The timing of the raid compounds the sense of betrayal. Just less than two months ago, Seoul and Washington concluded a trade agreement under which South Korea pledged to invest $350 billion in U.S. in exchange for reduced tariffs of 15 percent. The package would encompass major commitments in shipbuilding, advanced technology, and energy sectors. South Korean companies, however, had already increased their investments in the U.S. under President Joe Biden. The Hyundai-LG electric vehicle and battery plant itself had been championed by both state and federal leaders as an example of how to revitalizing U.S. manufacturing, promising around 8,500 jobs for rural Georgia.

Now, instead of symbolizing partnership, the facility has become the site of a dramatic immigration crackdown. South Korean lawmakers openly question whether Washington is playing a „bait-and-switch”: attracting massive foreign investment while punishing the foreign technicians and experts necessary to launch such projects. The outrage is not limited to liberals and progressives; conservative voices that normally emphasize the security alliance with Washington are equally scathing.

The raid has also security implications. The American-South Korean alliance is not only about deterring North Korea; it increasingly rests on economic and technological cooperation, also in fields vital to national security of both countries. If South Korean public opinion turns against further investment in the United States or against U.S. investment in Korea, Seoul may hedge more strongly toward diversification, deepening ties with Europe and even cautiously exploring closer economic engagement with China.

Managing the Fallout

Both governments are now scrambling to contain the damage. Seoul secured the voluntary departure deal to protect its citizens« rights and ability to travel in the future. President Lee emphasized the need for „system improvements” through consultation with Washington to prevent a repeat. The White House, for its part, insists that the raid was not aimed at South Korea specifically and stressed that the U.S.-South Korea relationship remains „great.”

Yet such assurances ring hollow in Seoul when juxtaposed with images of South Korean engineers in shackles. The optics will likely overshadow the technical details, such as whether those detained workers misused visa waivers or overstayed business permits. For Koreans, the raid was not about paperwork but about lack of respect.

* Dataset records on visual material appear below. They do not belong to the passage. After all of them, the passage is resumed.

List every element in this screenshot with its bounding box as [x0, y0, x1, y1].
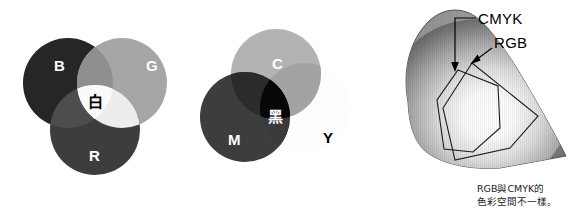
additive-color-panel: B G R 白	[0, 0, 195, 223]
magenta-circle-label: M	[228, 132, 241, 147]
cyan-yellow-overlap	[260, 63, 350, 153]
gamut-caption-line-2: 色彩空間不一樣。	[477, 196, 557, 208]
cmyk-callout-label: CMYK	[478, 10, 523, 27]
red-circle-label: R	[89, 148, 100, 163]
cmyk-leader-line	[451, 18, 476, 72]
yellow-circle	[260, 63, 350, 153]
rgb-leader-line	[470, 48, 492, 65]
white-center-label: 白	[88, 95, 103, 110]
blue-circle-label: B	[54, 58, 65, 73]
rgb-callout-label: RGB	[494, 34, 527, 51]
yellow-circle-label: Y	[323, 130, 333, 145]
figure-canvas: B G R 白	[0, 0, 582, 223]
cmy-triple-overlap	[260, 63, 350, 153]
cyan-circle	[231, 29, 321, 119]
magenta-yellow-overlap	[260, 63, 350, 153]
magenta-circle	[200, 72, 290, 162]
cmyk-gamut-polygon	[437, 70, 500, 152]
gamut-caption-line-1: RGB與CMYK的	[477, 183, 544, 195]
black-center-label: 黑	[268, 110, 283, 125]
cyan-circle-label: C	[272, 56, 283, 71]
green-circle-label: G	[146, 58, 158, 73]
rgb-gamut-polygon	[443, 63, 538, 160]
chromaticity-horseshoe	[386, 0, 580, 223]
cyan-magenta-overlap	[200, 72, 290, 162]
additive-venn-svg	[0, 0, 195, 223]
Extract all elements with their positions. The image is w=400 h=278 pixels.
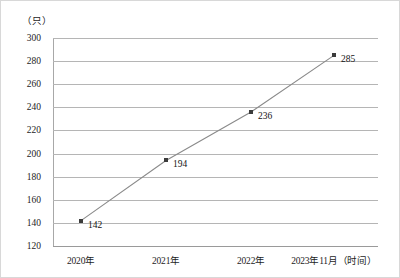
gridline [53, 130, 378, 131]
gridline [53, 246, 378, 247]
y-axis-tick-label: 300 [7, 33, 41, 43]
y-axis-tick-label: 240 [7, 102, 41, 112]
data-point-marker [79, 219, 83, 223]
data-point-label: 142 [88, 220, 102, 230]
y-axis-tick-label: 260 [7, 79, 41, 89]
x-axis-tick-label: 2022年 [237, 253, 265, 267]
gridline [53, 61, 378, 62]
y-axis-tick-label: 120 [7, 241, 41, 251]
gridline [53, 107, 378, 108]
data-point-marker [164, 158, 168, 162]
series-line-svg [1, 1, 400, 278]
gridline [53, 38, 378, 39]
x-axis-tick-label: 2021年 [152, 253, 180, 267]
gridline [53, 84, 378, 85]
data-point-label: 236 [258, 111, 272, 121]
y-axis-tick-label: 140 [7, 218, 41, 228]
data-point-marker [332, 53, 336, 57]
y-axis-tick-label: 280 [7, 56, 41, 66]
y-axis-tick-label: 160 [7, 195, 41, 205]
y-axis-unit-caption: （只） [22, 13, 51, 27]
data-point-label: 194 [173, 159, 187, 169]
gridline [53, 177, 378, 178]
data-point-marker [249, 110, 253, 114]
y-axis-tick-label: 220 [7, 125, 41, 135]
gridline [53, 200, 378, 201]
x-axis-tick-label: 2023年11月（时间） [291, 253, 377, 267]
y-axis-tick-label: 180 [7, 172, 41, 182]
y-axis-tick-label: 200 [7, 149, 41, 159]
data-point-label: 285 [341, 54, 355, 64]
x-axis-tick-label: 2020年 [67, 253, 95, 267]
line-chart: （只） 300280260240220200180160140120 2020年… [0, 0, 400, 278]
gridline [53, 154, 378, 155]
y-axis-line [53, 38, 54, 247]
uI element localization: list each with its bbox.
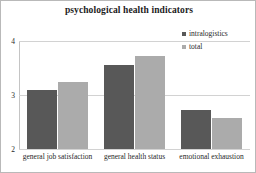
bar xyxy=(27,90,57,149)
bars-layer xyxy=(19,41,250,149)
x-axis-label: general health status xyxy=(96,152,173,161)
bar xyxy=(135,56,165,149)
bar xyxy=(104,65,134,149)
bar-group xyxy=(96,41,173,149)
y-tick-label: 4 xyxy=(11,37,19,46)
chart-title: psychological health indicators xyxy=(1,5,256,15)
x-axis-labels: general job satisfactiongeneral health s… xyxy=(19,151,250,169)
chart-container: psychological health indicators intralog… xyxy=(0,0,256,173)
bar xyxy=(181,110,211,149)
x-axis-label: emotional exhaustion xyxy=(173,152,250,161)
y-tick-label: 2 xyxy=(11,145,19,154)
x-axis-label: general job satisfaction xyxy=(19,152,96,161)
legend-label: intralogistics xyxy=(189,29,228,38)
bar-group xyxy=(173,41,250,149)
legend-swatch-icon xyxy=(182,32,186,36)
legend-item[interactable]: intralogistics xyxy=(182,28,254,39)
bar-group xyxy=(19,41,96,149)
plot-area: 234 xyxy=(19,41,250,149)
bar xyxy=(58,82,88,150)
y-tick-label: 3 xyxy=(11,91,19,100)
gridline xyxy=(19,149,250,150)
bar xyxy=(212,118,242,149)
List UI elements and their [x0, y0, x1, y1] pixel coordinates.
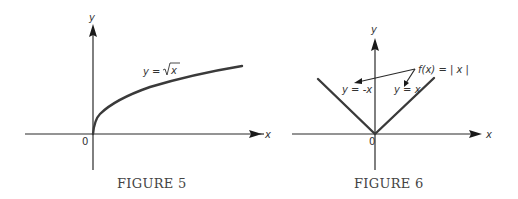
fig5-origin-label: 0: [82, 136, 88, 147]
fig5-x-axis-label: x: [264, 129, 271, 140]
fig5-curve-label: y = x: [142, 63, 180, 77]
figures-canvas: x y 0 y = x FIGURE 5 x y 0: [0, 0, 518, 199]
fig6-right-branch-label: y = x: [393, 84, 421, 95]
fig6-left-branch-label: y = -x: [341, 84, 372, 95]
fig5-sqrt-curve: [93, 66, 242, 134]
fig5-curve-label-prefix: y =: [142, 66, 160, 77]
figure-5: x y 0 y = x FIGURE 5: [25, 12, 271, 191]
fig6-x-axis-label: x: [485, 129, 492, 140]
fig5-y-axis-label: y: [88, 12, 96, 23]
figure-6: x y 0 f(x) = | x | y = -x y = x FIGURE 6: [258, 24, 492, 191]
fig5-curve-label-radicand: x: [170, 65, 177, 76]
fig6-function-label: f(x) = | x |: [418, 64, 469, 76]
fig6-caption: FIGURE 6: [354, 176, 424, 191]
fig6-pointer-left: [358, 69, 415, 82]
fig5-caption: FIGURE 5: [117, 176, 187, 191]
fig6-y-axis-label: y: [370, 24, 378, 35]
fig6-origin-label: 0: [369, 136, 375, 147]
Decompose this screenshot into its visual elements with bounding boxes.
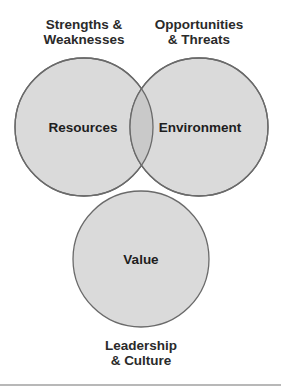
- venn-diagram: Strengths & Weaknesses Opportunities & T…: [0, 0, 281, 389]
- resources-label: Resources: [48, 120, 117, 135]
- threats-line: & Threats: [155, 32, 244, 47]
- strengths-weaknesses-label: Strengths & Weaknesses: [44, 17, 125, 47]
- opportunities-threats-label: Opportunities & Threats: [155, 17, 244, 47]
- environment-label: Environment: [159, 120, 242, 135]
- bottom-divider: [0, 384, 281, 386]
- value-label: Value: [123, 252, 158, 267]
- weaknesses-line: Weaknesses: [44, 32, 125, 47]
- leadership-line: Leadership: [105, 338, 177, 353]
- culture-line: & Culture: [105, 353, 177, 368]
- strengths-line: Strengths &: [44, 17, 125, 32]
- opportunities-line: Opportunities: [155, 17, 244, 32]
- leadership-culture-label: Leadership & Culture: [105, 338, 177, 368]
- venn-circles: [0, 0, 281, 389]
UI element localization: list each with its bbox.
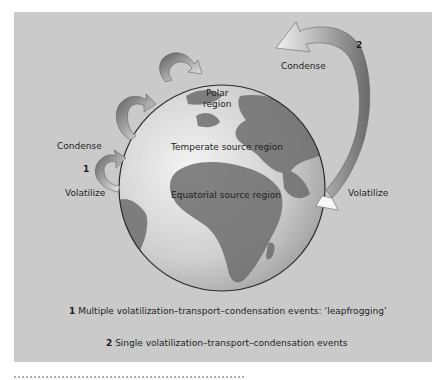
- legend-text-1: Multiple volatilization–transport–conden…: [78, 306, 387, 316]
- condense-label-1: Condense: [57, 141, 102, 152]
- temperate-region-label: Temperate source region: [171, 142, 283, 153]
- legend-item-1: 1 Multiple volatilization–transport–cond…: [69, 306, 387, 316]
- equatorial-region-label: Equatorial source region: [171, 190, 281, 201]
- condense-label-2: Condense: [281, 61, 326, 72]
- caption-fragment: [14, 376, 244, 380]
- polar-region-label: Polar region: [203, 88, 231, 110]
- volatilize-label-1: Volatilize: [65, 188, 105, 199]
- process-2-number: 2: [356, 40, 362, 50]
- polar-label-line1: Polar: [203, 88, 231, 99]
- volatilize-label-2: Volatilize: [348, 188, 388, 199]
- legend-item-2: 2 Single volatilization–transport–conden…: [106, 338, 347, 348]
- polar-label-line2: region: [203, 99, 231, 110]
- legend-number-2: 2: [106, 338, 112, 348]
- legend-number-1: 1: [69, 306, 75, 316]
- legend-text-2: Single volatilization–transport–condensa…: [115, 338, 347, 348]
- process-1-number: 1: [83, 164, 89, 174]
- figure-caption-cutoff: [14, 374, 244, 380]
- globe: [118, 85, 330, 291]
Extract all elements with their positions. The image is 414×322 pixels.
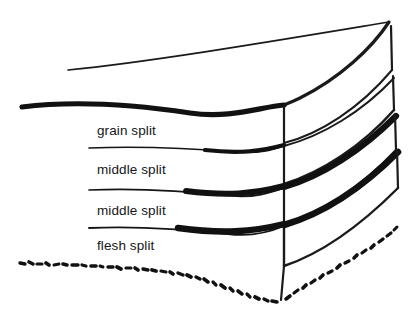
bottom-front-corner-edge [281, 266, 284, 300]
top-slab-side-face-outer [284, 22, 389, 105]
grain-split-right-rib [391, 26, 392, 70]
layer-label-grain-split: grain split [97, 124, 156, 138]
top-surface-thin-edge [68, 22, 389, 70]
middle-split-2-right-rib [395, 114, 396, 150]
flesh-side-dotted-edge-left [20, 262, 277, 302]
hide-illustration [0, 0, 414, 322]
layer-label-middle-split-1: middle split [97, 163, 166, 177]
flesh-side-dotted-edge-right [286, 227, 397, 299]
layer-label-flesh-split: flesh split [97, 239, 154, 253]
middle-split-1-right-rib [393, 76, 394, 110]
separator-middle-flesh-thick [178, 224, 284, 231]
grain-split-top-edge [22, 104, 284, 115]
separator-grain-middle-thick [205, 145, 284, 152]
layer-label-middle-split-2: middle split [97, 204, 166, 218]
flesh-split-right-rib [397, 150, 398, 188]
leather-splits-diagram: grain split middle split middle split fl… [0, 0, 414, 322]
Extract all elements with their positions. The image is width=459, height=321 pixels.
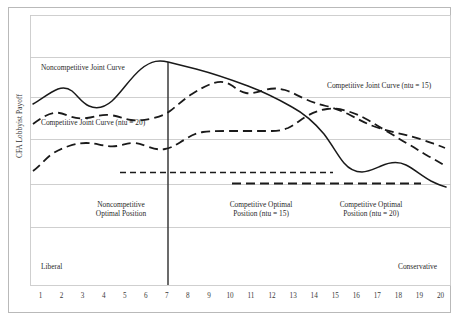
x-tick-label-13: 13	[285, 292, 301, 300]
x-tick-label-12: 12	[264, 292, 280, 300]
region-label-competitive-optimal-20: Competitive Optimal Position (ntu = 20)	[313, 200, 429, 219]
x-tick-label-2: 2	[54, 292, 70, 300]
x-tick-label-17: 17	[369, 292, 385, 300]
x-tick-label-14: 14	[306, 292, 322, 300]
annotation-noncompetitive-joint-curve: Noncompetitive Joint Curve	[41, 63, 125, 72]
x-tick-label-19: 19	[411, 292, 427, 300]
region-label-competitive-optimal-15: Competitive Optimal Position (ntu = 15)	[203, 200, 319, 219]
annotation-competitive-joint-curve-20: Competitive Joint Curve (ntu = 20)	[41, 118, 145, 127]
x-tick-label-4: 4	[96, 292, 112, 300]
region-label-noncompetitive-optimal-line2: Optimal Position	[66, 209, 176, 218]
x-tick-label-18: 18	[390, 292, 406, 300]
region-label-competitive-optimal-15-line2: Position (ntu = 15)	[203, 209, 319, 218]
x-tick-label-7: 7	[159, 292, 175, 300]
x-tick-label-9: 9	[201, 292, 217, 300]
region-label-noncompetitive-optimal-line1: Noncompetitive	[66, 200, 176, 209]
x-tick-label-6: 6	[138, 292, 154, 300]
chart-plot-area	[0, 0, 459, 321]
x-tick-label-8: 8	[180, 292, 196, 300]
region-label-noncompetitive-optimal: Noncompetitive Optimal Position	[66, 200, 176, 219]
chart-figure: CFA Lobbyist Payoff	[0, 0, 459, 321]
x-tick-label-10: 10	[222, 292, 238, 300]
axis-endpoint-conservative: Conservative	[398, 262, 437, 271]
x-tick-label-1: 1	[33, 292, 49, 300]
annotation-competitive-joint-curve-15: Competitive Joint Curve (ntu = 15)	[327, 81, 431, 90]
x-tick-label-3: 3	[75, 292, 91, 300]
x-tick-label-5: 5	[117, 292, 133, 300]
plot-background	[30, 15, 451, 285]
region-label-competitive-optimal-20-line2: Position (ntu = 20)	[313, 209, 429, 218]
axis-endpoint-liberal: Liberal	[41, 262, 62, 271]
x-tick-label-11: 11	[243, 292, 259, 300]
x-tick-label-15: 15	[327, 292, 343, 300]
region-label-competitive-optimal-20-line1: Competitive Optimal	[313, 200, 429, 209]
x-tick-label-16: 16	[348, 292, 364, 300]
x-tick-label-20: 20	[432, 292, 448, 300]
region-label-competitive-optimal-15-line1: Competitive Optimal	[203, 200, 319, 209]
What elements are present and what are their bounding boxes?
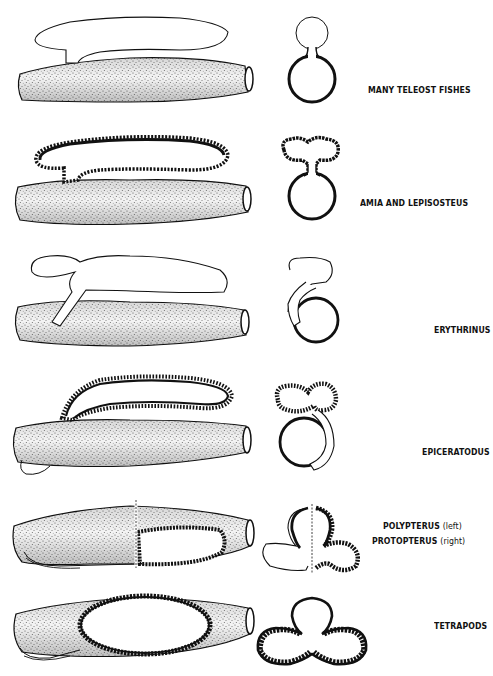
polypterus-protopterus-cross-section (263, 504, 358, 574)
label-polypterus-name: POLYPTERUS (383, 520, 440, 531)
epiceratodus-cross-section (277, 384, 336, 470)
label-amia-and-lepisosteus: AMIA AND LEPISOSTEUS (360, 197, 468, 208)
teleost-lateral-view (18, 17, 253, 102)
label-protopterus-name: PROTOPTERUS (372, 535, 437, 546)
label-erythrinus: ERYTHRINUS (434, 324, 491, 335)
epiceratodus-lateral-view (13, 376, 251, 474)
erythrinus-cross-section (288, 258, 338, 343)
label-protopterus-side: (right) (440, 535, 465, 546)
tetrapod-cross-section (258, 598, 366, 664)
amia-lateral-view (15, 137, 251, 225)
label-many-teleost-fishes: MANY TELEOST FISHES (368, 84, 471, 95)
tetrapod-lateral-view (14, 596, 254, 660)
polypterus-protopterus-lateral-view (13, 500, 254, 568)
label-protopterus: PROTOPTERUS (right) (372, 535, 465, 546)
amia-cross-section (283, 138, 338, 219)
label-epiceratodus: EPICERATODUS (422, 446, 490, 457)
label-tetrapods: TETRAPODS (434, 620, 487, 631)
label-polypterus: POLYPTERUS (left) (383, 520, 462, 531)
teleost-cross-section (289, 17, 335, 102)
label-polypterus-side: (left) (443, 520, 462, 531)
diagram-canvas (0, 0, 493, 676)
erythrinus-lateral-view (15, 256, 249, 346)
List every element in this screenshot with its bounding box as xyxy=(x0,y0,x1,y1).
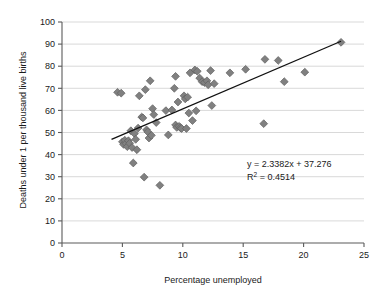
data-point xyxy=(132,135,140,143)
y-tick-label: 90 xyxy=(45,39,55,49)
y-tick-labels: 0102030405060708090100 xyxy=(40,17,55,248)
x-tick-label: 10 xyxy=(178,250,188,260)
x-tick-label: 15 xyxy=(238,250,248,260)
x-tick-label: 5 xyxy=(120,250,125,260)
data-point xyxy=(274,57,282,65)
r-squared-label: R2 = 0.4514 xyxy=(247,171,295,182)
x-axis-title: Percentage unemployed xyxy=(164,275,262,285)
data-point xyxy=(261,55,269,63)
data-point xyxy=(242,65,250,73)
y-tick-label: 40 xyxy=(45,150,55,160)
y-tick-label: 50 xyxy=(45,128,55,138)
x-tick-label: 20 xyxy=(299,250,309,260)
data-point xyxy=(210,80,218,88)
y-tick-label: 0 xyxy=(50,238,55,248)
y-tick-label: 70 xyxy=(45,84,55,94)
data-point xyxy=(226,69,234,77)
r-squared-value: = 0.4514 xyxy=(257,172,295,182)
x-tick-label: 0 xyxy=(59,250,64,260)
tick-marks xyxy=(58,22,364,247)
data-point xyxy=(301,68,309,76)
data-point xyxy=(146,77,154,85)
data-point xyxy=(150,111,158,119)
y-tick-label: 30 xyxy=(45,172,55,182)
data-point xyxy=(170,84,178,92)
data-point xyxy=(260,120,268,128)
data-point xyxy=(174,98,182,106)
gridlines xyxy=(62,22,364,221)
x-tick-labels: 0510152025 xyxy=(59,250,369,260)
y-axis-title: Deaths under 1 per thousand live births xyxy=(18,51,28,209)
data-point xyxy=(140,173,148,181)
y-tick-label: 80 xyxy=(45,61,55,71)
data-point xyxy=(208,102,216,110)
data-point xyxy=(129,159,137,167)
data-point xyxy=(207,67,215,75)
data-point xyxy=(135,92,143,100)
x-tick-label: 25 xyxy=(359,250,369,260)
y-tick-label: 10 xyxy=(45,216,55,226)
data-point xyxy=(149,105,157,113)
data-point xyxy=(189,117,197,125)
data-point xyxy=(156,181,164,189)
y-tick-label: 20 xyxy=(45,194,55,204)
data-point xyxy=(192,107,200,115)
data-point xyxy=(183,125,191,133)
y-tick-label: 100 xyxy=(40,17,55,27)
data-point xyxy=(280,78,288,86)
chart-canvas: 0102030405060708090100 0510152025 Deaths… xyxy=(0,0,386,295)
data-point xyxy=(172,72,180,80)
scatter-chart: 0102030405060708090100 0510152025 Deaths… xyxy=(0,0,386,295)
data-point xyxy=(141,86,149,94)
regression-equation-label: y = 2.3382x + 37.276 xyxy=(247,159,332,169)
y-tick-label: 60 xyxy=(45,106,55,116)
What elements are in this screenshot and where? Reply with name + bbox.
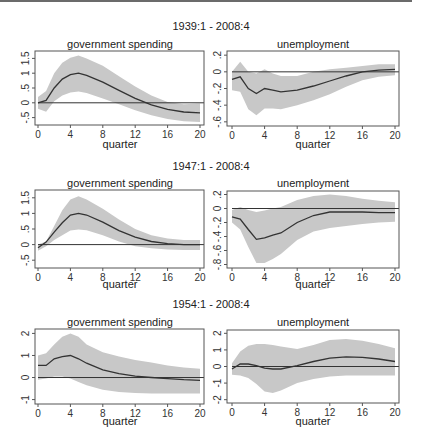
- y-tick-label: 0: [212, 363, 223, 369]
- y-tick-label: -.5: [20, 254, 31, 266]
- y-tick-label: -.8: [212, 258, 223, 270]
- y-tick-label: -.5: [20, 111, 31, 123]
- y-tick-label: 1: [20, 210, 31, 216]
- y-tick-label: .5: [20, 224, 31, 233]
- y-tick-label: 2: [212, 330, 223, 336]
- y-tick-label: -2: [212, 395, 223, 404]
- xlabel-unemp-1939: quarter: [227, 138, 399, 150]
- y-tick-label: .2: [212, 190, 223, 199]
- y-tick-label: 2: [20, 330, 31, 336]
- y-tick-label: -1: [212, 378, 223, 387]
- xlabel-gov-1947: quarter: [35, 278, 205, 290]
- y-tick-label: -.2: [212, 216, 223, 228]
- xlabel-gov-1954: quarter: [35, 415, 205, 427]
- y-tick-label: 1.5: [20, 190, 31, 204]
- y-tick-label: 1.5: [20, 51, 31, 65]
- confidence-band: [38, 333, 200, 393]
- y-tick-label: 1: [212, 347, 223, 353]
- y-tick-label: 0: [212, 69, 223, 75]
- y-tick-label: -.6: [212, 244, 223, 256]
- xlabel-unemp-1954: quarter: [227, 415, 399, 427]
- y-tick-label: 0: [20, 100, 31, 106]
- y-tick-label: -.6: [212, 116, 223, 128]
- y-tick-label: .5: [20, 83, 31, 92]
- y-tick-label: -1: [20, 395, 31, 404]
- confidence-band: [232, 195, 395, 264]
- confidence-band: [232, 62, 395, 115]
- y-tick-label: 1: [20, 352, 31, 358]
- y-tick-label: 0: [20, 374, 31, 380]
- y-tick-label: 1: [20, 70, 31, 76]
- y-tick-label: -.2: [212, 82, 223, 94]
- irf-chart-grid: 1.51.50-.5048121620.20-.2-.4-.6048121620…: [0, 0, 422, 441]
- y-tick-label: -.4: [212, 99, 223, 111]
- y-tick-label: .2: [212, 51, 223, 60]
- xlabel-gov-1939: quarter: [35, 138, 205, 150]
- y-tick-label: 0: [20, 241, 31, 247]
- y-tick-label: 0: [212, 205, 223, 211]
- y-tick-label: -.4: [212, 230, 223, 242]
- confidence-band: [38, 55, 200, 122]
- xlabel-unemp-1947: quarter: [227, 278, 399, 290]
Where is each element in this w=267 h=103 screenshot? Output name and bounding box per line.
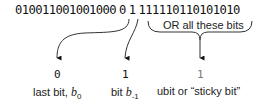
- last-bit-label: last bit, b0: [33, 85, 81, 101]
- bit-minus-1-label: bit b-1: [111, 85, 139, 101]
- brace-label: OR all these bits: [163, 19, 244, 31]
- ubit-label: ubit or “sticky bit”: [157, 85, 240, 97]
- last-bit-value: 0: [54, 68, 61, 81]
- ubit-value: 1: [197, 68, 204, 81]
- bit-minus-1-value: 1: [122, 68, 129, 81]
- arrow-last-bit: [57, 19, 129, 58]
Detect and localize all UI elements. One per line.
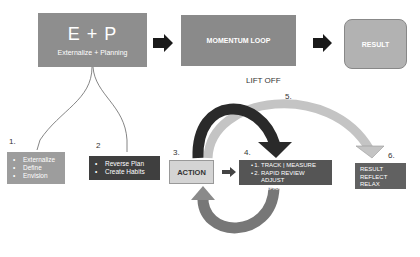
step-6-number: 6. xyxy=(388,151,395,160)
result-label: RESULT xyxy=(362,41,389,48)
step-1-item: Envision xyxy=(23,172,59,180)
step-4-item: REFRAME FAILURE xyxy=(261,185,324,193)
ep-title: E + P xyxy=(68,24,118,45)
step-4-item: RAPID REVIEW ADJUST xyxy=(261,170,324,185)
step-4-number: 4. xyxy=(244,148,251,157)
step-1-number: 1. xyxy=(9,137,16,146)
step-2-item: Reverse Plan xyxy=(105,160,154,168)
momentum-loop-label: MOMENTUM LOOP xyxy=(207,37,271,44)
step-4-item: TRACK | MEASURE xyxy=(261,162,324,170)
step-5-number: 5. xyxy=(285,92,292,101)
step-2-box: Reverse Plan Create Habits xyxy=(89,156,160,180)
momentum-loop-box: MOMENTUM LOOP xyxy=(181,15,296,66)
step-6-item: RELAX xyxy=(360,181,401,189)
lift-off-label: LIFT OFF xyxy=(246,76,281,85)
action-label: ACTION xyxy=(177,168,206,177)
action-box: ACTION xyxy=(169,160,214,184)
ep-subtitle: Externalize + Planning xyxy=(58,49,128,56)
step-6-item: REFLECT xyxy=(360,174,401,182)
externalize-planning-box: E + P Externalize + Planning xyxy=(38,13,147,67)
step-4-box: TRACK | MEASURE RAPID REVIEW ADJUST REFR… xyxy=(239,160,332,185)
step-1-item: Externalize xyxy=(23,156,59,164)
step-6-item: RESULT xyxy=(360,166,401,174)
step-2-number: 2 xyxy=(96,141,100,150)
arrow-right-icon xyxy=(313,34,332,52)
result-box: RESULT xyxy=(344,19,407,69)
step-3-number: 3. xyxy=(173,148,180,157)
step-1-box: Externalize Define Envision xyxy=(7,152,65,184)
step-6-box: RESULT REFLECT RELAX xyxy=(355,163,406,189)
step-1-item: Define xyxy=(23,164,59,172)
step-2-item: Create Habits xyxy=(105,168,154,176)
arrow-right-icon xyxy=(153,34,173,52)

The deeper challenge lies not in the perception of that incident itself, but in sustaining political trust between the two countries in the months ahead. In South Korea, the awareness that Washington is willing to humiliate its ally for domestic political gain could linger long after the workers return home. Conversely, in the U.S., populist narratives are likely to frame South Korean companies as circumventing immigration law and undermining American workers. These parallel perceptions risk corroding the alliance from within.

If mishandled, the incident could cast a shadow over future mutual investment between South Korea and the United States, and weaken a partnership central to Indo-Pacific security. If managed with sensitivity, it could serve as a catalyst to establish clearer frameworks for labor mobility and investment protection, preventing the next immigration raid from turning into a diplomatic crisis.